Regardless of who you are, for better or for worse, you have been waiting for the final chapter of The Twilight Saga. The series has become the butt of all movie jokes over the last four years for reasons I can only fathom stem from its towering success. Critics and audiences love to hate the popular one, and despite Twilight’s often deafening writing, I’ve come to accept that the films have been designed to appeal to a very select audience of teenage girls.
Now we have reached the fifth and final installment of this wooden epic—the ultimate morose love story drawn out over ten hours. Breaking Dawn Part 2 finds Bella (Kristen Stewart) as a newborn vampire with a half immortal-half human child, Renesmee. She’s married to Edward (Robert Pattinson) and on the cusp of a major attack from the Volturi, led by Aro (the maniacally over-acting Michael Sheen), upset by the disturbance in the undead force. A half-blood of sorts has never been seen in the blood-sucking world. Aro is under the impression that the abomination child is a toddler vampire, a being outlawed by the cloaked tyrannical reign. The Cullens must assemble of horde of vampire companions to interact with Renesmee and prove to the Volturi she is not a full-blown vampire, but rather a half-blood and therefore not against the law.
An endless list of vampire characters are introduced through expository means from all corners of the world. The group becomes an X-Men of sorts with varying powers in preparation for the ultimate throwdown with the powers at be. Bella learns of her power as a ‘shield,’ able to stop another vampire’s gift and protect those she chooses from harm. She can also apparently conduct a powerpoint presentation in her brain and send it to Edward.
If you’re wondering whether or not the battle for vampire supremacy takes place, rest assured it does. Men will have something to watch as they did in Eclipse. The battle often pushes the limits of its PG-13 rating, and features more beheadings than 300.
At this point I didn’t expect anything to change regarding this franchise. The writing, the tolerable performances from Stewart and Pattinson, the awful performances from Lautner and some other supporting actors, the silliness of it all—very much intact. Add in some impressive action, a few sprinkling surprises (one of them being Robert Downey Jr’s clone—Omar Metwally), and a baby’s face drowned in embarrassingly hideous CGI (seriously, it looks worse than the talking E-trade baby!), and you have what Twilight has always been, only now it’s over.
This installment is passable, no better than the series’ highs, and not quite the series’ low—New Moon. If you’re a Twi-hard, you’ll love it. If you’re in the hater camp, you’ll still hate it. But can we all finally admit that these movies really aren’t the worst movies ever made? Oh wait, yeah, there is New Moon. And even the first film has gotten much worse over time. I better just stop thinking about it.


Exercise directions:
Check each line of the data, and copy those where "femur" appears.
•••••
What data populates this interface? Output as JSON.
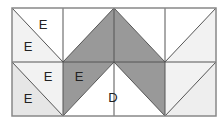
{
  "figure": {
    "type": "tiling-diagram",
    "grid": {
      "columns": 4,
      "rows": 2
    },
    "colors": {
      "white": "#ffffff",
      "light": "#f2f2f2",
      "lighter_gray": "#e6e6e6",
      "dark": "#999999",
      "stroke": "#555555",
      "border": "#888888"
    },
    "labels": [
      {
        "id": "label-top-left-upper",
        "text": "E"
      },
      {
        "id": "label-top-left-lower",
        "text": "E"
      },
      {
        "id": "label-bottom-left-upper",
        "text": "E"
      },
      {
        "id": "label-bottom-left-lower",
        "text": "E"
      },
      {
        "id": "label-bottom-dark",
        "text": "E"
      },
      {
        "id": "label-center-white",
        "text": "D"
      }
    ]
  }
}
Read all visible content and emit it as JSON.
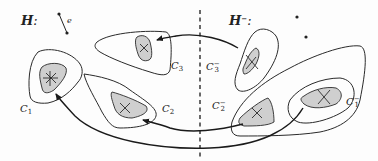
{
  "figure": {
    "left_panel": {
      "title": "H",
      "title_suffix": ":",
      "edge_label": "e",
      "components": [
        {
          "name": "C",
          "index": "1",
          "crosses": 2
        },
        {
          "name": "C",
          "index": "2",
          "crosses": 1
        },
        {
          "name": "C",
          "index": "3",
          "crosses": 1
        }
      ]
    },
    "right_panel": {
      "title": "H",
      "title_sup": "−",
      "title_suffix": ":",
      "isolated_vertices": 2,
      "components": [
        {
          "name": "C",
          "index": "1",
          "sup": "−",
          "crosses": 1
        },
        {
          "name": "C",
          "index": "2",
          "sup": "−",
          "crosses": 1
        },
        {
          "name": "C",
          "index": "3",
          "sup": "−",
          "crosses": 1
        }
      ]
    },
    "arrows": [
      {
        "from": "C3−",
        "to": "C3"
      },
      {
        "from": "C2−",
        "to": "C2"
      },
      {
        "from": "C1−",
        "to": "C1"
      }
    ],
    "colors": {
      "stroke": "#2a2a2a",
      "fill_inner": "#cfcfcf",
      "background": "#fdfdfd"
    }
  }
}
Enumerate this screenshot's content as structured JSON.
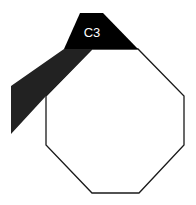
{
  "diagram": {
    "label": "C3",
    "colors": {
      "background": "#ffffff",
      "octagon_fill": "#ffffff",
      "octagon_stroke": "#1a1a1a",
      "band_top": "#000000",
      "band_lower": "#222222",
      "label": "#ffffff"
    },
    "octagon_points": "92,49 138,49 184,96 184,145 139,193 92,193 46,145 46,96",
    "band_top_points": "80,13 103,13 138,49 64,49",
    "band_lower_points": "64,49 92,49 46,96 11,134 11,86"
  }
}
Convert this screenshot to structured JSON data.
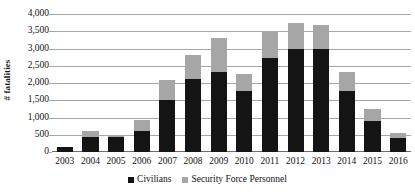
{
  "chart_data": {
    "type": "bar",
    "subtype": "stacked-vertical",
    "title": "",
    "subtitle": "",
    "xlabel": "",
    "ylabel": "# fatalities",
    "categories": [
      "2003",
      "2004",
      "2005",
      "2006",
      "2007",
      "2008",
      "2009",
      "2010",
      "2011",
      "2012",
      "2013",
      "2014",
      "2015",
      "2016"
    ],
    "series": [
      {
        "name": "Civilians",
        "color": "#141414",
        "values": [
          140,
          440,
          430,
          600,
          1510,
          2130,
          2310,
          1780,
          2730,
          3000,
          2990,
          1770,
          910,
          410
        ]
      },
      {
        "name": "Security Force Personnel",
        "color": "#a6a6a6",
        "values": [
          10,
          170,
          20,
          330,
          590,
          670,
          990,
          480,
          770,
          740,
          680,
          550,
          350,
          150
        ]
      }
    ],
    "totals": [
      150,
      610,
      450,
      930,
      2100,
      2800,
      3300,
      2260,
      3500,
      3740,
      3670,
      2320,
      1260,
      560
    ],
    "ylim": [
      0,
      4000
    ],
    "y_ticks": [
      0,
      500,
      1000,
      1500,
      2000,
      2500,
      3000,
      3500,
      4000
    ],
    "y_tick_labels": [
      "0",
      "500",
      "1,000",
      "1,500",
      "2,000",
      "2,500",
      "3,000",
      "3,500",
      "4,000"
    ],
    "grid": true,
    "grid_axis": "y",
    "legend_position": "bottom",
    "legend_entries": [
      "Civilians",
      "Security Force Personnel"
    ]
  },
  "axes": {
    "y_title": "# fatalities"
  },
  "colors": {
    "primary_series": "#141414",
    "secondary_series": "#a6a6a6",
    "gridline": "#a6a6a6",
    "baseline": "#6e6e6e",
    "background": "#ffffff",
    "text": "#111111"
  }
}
•••••
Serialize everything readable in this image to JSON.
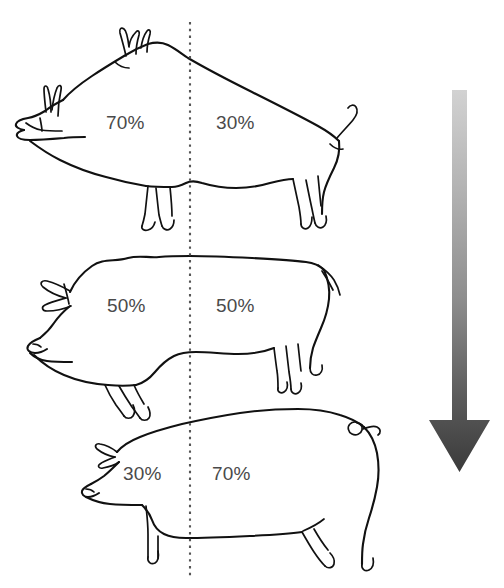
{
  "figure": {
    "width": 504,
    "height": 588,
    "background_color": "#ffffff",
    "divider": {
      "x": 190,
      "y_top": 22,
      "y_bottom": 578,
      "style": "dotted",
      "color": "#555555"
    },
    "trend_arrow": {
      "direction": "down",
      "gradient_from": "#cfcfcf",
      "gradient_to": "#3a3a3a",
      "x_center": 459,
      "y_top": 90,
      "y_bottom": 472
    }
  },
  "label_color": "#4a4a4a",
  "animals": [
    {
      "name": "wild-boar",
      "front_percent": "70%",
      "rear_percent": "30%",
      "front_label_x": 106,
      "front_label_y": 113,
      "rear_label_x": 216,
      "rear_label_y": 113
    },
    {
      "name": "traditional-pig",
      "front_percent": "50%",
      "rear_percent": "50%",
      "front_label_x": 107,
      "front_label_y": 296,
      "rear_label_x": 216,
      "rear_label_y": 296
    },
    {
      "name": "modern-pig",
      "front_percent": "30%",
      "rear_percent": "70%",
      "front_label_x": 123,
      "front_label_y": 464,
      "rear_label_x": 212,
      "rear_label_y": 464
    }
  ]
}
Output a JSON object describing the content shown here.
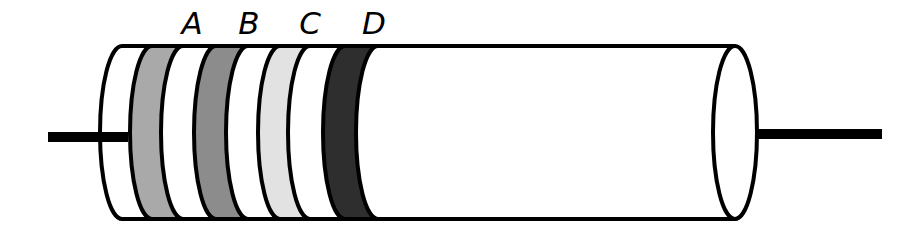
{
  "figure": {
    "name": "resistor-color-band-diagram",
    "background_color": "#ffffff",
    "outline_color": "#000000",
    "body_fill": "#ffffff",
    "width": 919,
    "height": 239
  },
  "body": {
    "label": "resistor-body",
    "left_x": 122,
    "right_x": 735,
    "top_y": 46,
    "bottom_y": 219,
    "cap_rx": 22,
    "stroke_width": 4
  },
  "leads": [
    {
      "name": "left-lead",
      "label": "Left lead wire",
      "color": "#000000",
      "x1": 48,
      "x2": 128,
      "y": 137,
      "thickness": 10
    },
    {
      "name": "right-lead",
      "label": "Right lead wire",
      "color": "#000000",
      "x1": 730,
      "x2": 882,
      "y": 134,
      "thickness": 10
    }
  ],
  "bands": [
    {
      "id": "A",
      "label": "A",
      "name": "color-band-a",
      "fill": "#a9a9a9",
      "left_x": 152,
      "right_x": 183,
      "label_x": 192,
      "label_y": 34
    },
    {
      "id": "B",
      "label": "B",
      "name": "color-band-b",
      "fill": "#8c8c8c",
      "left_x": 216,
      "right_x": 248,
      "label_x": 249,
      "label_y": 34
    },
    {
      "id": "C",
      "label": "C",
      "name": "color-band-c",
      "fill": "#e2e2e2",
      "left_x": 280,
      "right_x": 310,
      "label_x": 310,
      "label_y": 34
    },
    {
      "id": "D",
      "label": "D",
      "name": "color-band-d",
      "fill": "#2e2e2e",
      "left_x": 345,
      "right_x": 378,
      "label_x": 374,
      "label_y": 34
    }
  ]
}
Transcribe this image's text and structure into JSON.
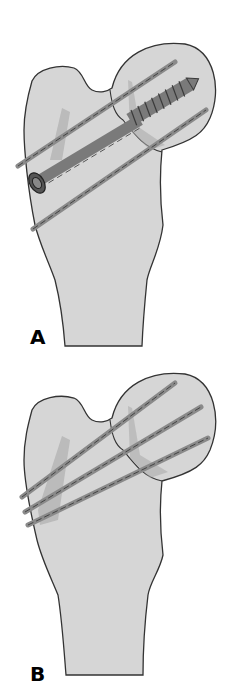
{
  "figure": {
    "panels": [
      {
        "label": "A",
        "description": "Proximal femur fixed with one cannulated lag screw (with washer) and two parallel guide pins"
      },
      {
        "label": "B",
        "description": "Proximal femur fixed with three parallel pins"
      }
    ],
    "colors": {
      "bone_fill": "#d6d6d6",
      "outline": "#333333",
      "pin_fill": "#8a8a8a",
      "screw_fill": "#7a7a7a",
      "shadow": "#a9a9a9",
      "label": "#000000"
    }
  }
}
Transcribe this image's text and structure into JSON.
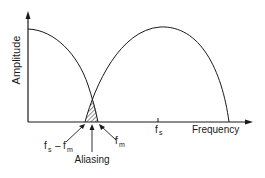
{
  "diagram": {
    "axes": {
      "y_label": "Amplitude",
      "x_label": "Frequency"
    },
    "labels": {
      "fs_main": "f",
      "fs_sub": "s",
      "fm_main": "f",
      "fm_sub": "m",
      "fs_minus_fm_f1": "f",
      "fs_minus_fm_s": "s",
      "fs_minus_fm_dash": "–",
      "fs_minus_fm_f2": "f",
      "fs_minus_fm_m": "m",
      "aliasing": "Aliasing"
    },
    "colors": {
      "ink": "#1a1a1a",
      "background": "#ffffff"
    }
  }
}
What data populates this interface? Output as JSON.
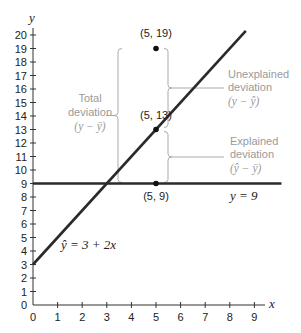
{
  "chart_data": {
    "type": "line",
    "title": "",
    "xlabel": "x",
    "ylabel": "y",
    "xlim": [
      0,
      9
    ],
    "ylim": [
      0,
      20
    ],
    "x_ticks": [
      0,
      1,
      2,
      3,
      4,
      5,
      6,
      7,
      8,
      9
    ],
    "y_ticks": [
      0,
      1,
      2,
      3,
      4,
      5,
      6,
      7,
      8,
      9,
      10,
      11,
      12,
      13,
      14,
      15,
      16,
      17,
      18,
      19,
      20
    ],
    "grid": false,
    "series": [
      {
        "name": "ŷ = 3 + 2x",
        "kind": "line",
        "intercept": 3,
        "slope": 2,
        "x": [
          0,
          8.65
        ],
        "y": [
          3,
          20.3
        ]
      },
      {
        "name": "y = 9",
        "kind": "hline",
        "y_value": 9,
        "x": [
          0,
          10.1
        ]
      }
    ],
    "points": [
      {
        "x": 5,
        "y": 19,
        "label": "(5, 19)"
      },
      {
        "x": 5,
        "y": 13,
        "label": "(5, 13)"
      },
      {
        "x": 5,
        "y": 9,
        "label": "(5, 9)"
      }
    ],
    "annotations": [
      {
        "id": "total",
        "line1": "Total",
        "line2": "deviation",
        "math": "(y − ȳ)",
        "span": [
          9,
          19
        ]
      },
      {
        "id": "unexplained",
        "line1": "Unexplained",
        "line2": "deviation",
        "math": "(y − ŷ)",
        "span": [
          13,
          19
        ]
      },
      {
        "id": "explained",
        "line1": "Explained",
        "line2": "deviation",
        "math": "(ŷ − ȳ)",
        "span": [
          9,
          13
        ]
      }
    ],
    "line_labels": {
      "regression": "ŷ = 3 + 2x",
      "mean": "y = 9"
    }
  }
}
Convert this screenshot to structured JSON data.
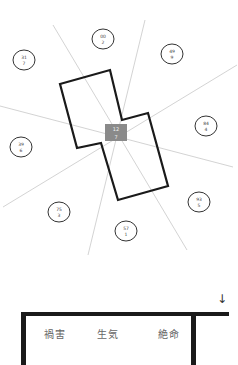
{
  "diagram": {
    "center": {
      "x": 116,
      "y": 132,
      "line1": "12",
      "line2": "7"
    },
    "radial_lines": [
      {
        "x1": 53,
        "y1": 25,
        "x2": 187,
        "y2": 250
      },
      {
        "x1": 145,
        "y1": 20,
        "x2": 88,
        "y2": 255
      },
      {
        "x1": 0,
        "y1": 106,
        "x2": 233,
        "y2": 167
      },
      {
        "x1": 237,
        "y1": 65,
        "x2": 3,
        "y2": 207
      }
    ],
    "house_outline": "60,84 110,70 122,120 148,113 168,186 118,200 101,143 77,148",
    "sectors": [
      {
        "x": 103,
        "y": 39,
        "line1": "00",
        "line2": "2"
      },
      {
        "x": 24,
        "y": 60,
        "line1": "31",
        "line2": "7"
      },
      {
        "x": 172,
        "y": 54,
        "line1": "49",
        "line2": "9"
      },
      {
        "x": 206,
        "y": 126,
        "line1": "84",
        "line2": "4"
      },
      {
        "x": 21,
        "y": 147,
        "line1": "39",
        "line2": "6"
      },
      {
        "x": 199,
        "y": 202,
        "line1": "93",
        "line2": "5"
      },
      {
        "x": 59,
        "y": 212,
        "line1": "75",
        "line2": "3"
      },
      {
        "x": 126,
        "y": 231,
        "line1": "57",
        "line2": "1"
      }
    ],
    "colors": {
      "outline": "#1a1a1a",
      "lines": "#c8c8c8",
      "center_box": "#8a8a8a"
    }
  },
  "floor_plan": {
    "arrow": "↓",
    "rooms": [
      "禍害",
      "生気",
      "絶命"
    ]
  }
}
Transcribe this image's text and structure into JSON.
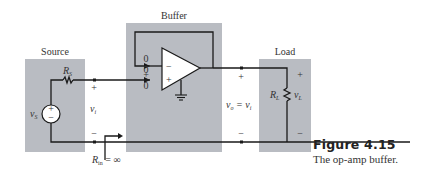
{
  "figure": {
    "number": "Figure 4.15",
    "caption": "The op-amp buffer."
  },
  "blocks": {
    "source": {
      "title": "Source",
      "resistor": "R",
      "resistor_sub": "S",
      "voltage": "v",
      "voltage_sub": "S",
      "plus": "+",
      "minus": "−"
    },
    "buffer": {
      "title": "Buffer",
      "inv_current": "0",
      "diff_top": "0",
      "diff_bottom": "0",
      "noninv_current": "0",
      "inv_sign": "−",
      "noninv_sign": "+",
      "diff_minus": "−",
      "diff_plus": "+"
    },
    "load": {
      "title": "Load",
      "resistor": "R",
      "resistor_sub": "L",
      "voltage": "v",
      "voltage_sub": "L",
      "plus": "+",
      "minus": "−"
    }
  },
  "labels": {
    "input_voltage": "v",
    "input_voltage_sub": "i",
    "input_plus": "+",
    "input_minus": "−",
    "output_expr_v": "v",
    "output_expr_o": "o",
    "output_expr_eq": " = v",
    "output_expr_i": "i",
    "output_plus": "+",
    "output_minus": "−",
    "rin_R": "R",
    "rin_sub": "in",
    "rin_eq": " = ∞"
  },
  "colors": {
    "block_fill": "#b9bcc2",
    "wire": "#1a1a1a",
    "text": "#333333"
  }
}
•••••
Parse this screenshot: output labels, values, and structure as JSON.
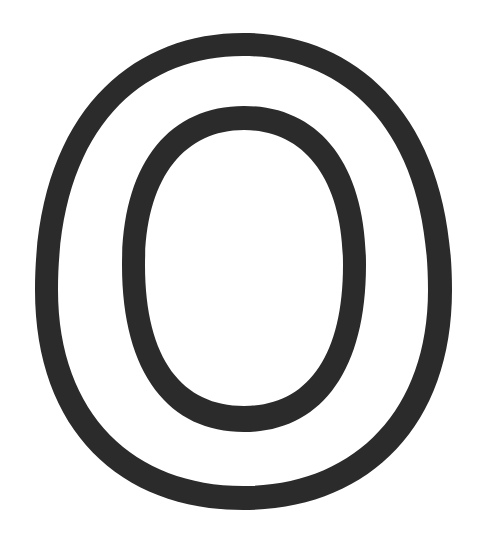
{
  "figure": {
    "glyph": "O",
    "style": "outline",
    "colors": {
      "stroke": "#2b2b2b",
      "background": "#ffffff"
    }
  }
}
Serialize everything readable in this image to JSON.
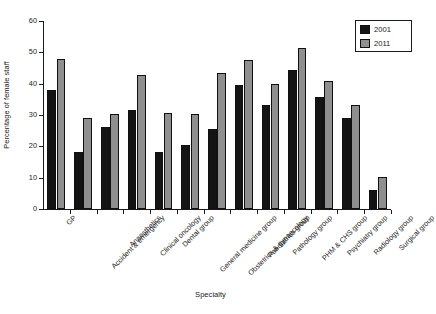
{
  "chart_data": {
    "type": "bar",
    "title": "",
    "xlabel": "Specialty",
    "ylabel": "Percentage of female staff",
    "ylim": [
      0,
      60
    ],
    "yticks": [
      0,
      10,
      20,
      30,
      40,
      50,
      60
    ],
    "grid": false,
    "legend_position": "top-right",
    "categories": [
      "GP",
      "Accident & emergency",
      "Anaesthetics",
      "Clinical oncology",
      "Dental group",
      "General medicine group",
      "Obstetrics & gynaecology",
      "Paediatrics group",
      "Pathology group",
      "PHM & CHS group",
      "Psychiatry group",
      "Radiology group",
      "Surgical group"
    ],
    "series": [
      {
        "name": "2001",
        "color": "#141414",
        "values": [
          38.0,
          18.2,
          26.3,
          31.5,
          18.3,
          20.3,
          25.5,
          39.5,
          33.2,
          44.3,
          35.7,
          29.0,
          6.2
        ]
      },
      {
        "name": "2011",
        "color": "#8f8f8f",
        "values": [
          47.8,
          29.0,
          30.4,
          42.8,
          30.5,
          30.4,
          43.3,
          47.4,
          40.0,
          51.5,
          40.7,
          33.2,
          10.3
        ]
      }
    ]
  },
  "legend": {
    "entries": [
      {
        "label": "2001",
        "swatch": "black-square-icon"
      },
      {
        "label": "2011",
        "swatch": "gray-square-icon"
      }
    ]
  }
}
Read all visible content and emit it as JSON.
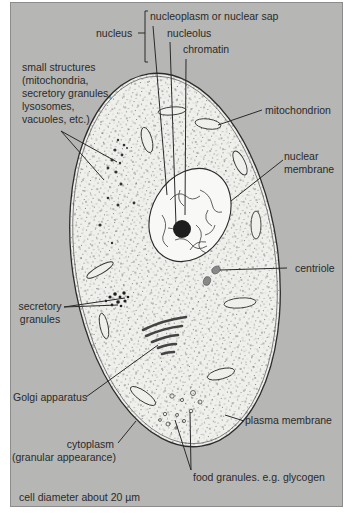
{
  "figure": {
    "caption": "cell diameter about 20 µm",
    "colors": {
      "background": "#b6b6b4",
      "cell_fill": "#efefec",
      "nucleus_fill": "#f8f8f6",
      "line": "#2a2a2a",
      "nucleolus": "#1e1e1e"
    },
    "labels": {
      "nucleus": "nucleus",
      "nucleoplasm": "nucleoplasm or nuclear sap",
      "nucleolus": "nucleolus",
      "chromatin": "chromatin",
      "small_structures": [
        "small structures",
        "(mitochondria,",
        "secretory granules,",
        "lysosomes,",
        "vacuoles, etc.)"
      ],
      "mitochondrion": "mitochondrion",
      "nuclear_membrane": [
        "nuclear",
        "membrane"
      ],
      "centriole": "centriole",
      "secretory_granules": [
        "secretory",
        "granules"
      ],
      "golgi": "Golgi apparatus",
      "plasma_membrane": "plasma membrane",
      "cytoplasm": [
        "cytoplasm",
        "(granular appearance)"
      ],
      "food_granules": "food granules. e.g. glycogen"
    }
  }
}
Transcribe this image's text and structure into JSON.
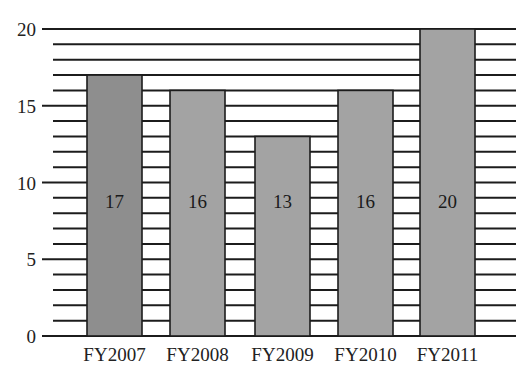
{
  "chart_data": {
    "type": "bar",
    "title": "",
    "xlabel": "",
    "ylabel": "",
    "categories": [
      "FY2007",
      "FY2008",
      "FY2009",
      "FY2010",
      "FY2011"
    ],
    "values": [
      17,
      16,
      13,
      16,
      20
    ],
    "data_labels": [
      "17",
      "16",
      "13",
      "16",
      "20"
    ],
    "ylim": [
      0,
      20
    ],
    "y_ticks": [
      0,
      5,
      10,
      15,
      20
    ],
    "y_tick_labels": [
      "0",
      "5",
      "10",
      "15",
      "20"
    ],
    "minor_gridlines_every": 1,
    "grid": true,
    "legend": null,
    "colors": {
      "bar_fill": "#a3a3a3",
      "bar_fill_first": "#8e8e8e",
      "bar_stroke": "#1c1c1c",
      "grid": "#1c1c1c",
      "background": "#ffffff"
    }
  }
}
•••••
Solution for this exercise:
        "description": "Proximal femur fixed with one cannulated lag screw (with washer) and two parallel guide pins"
        "description": "Proximal femur fixed with three parallel pins"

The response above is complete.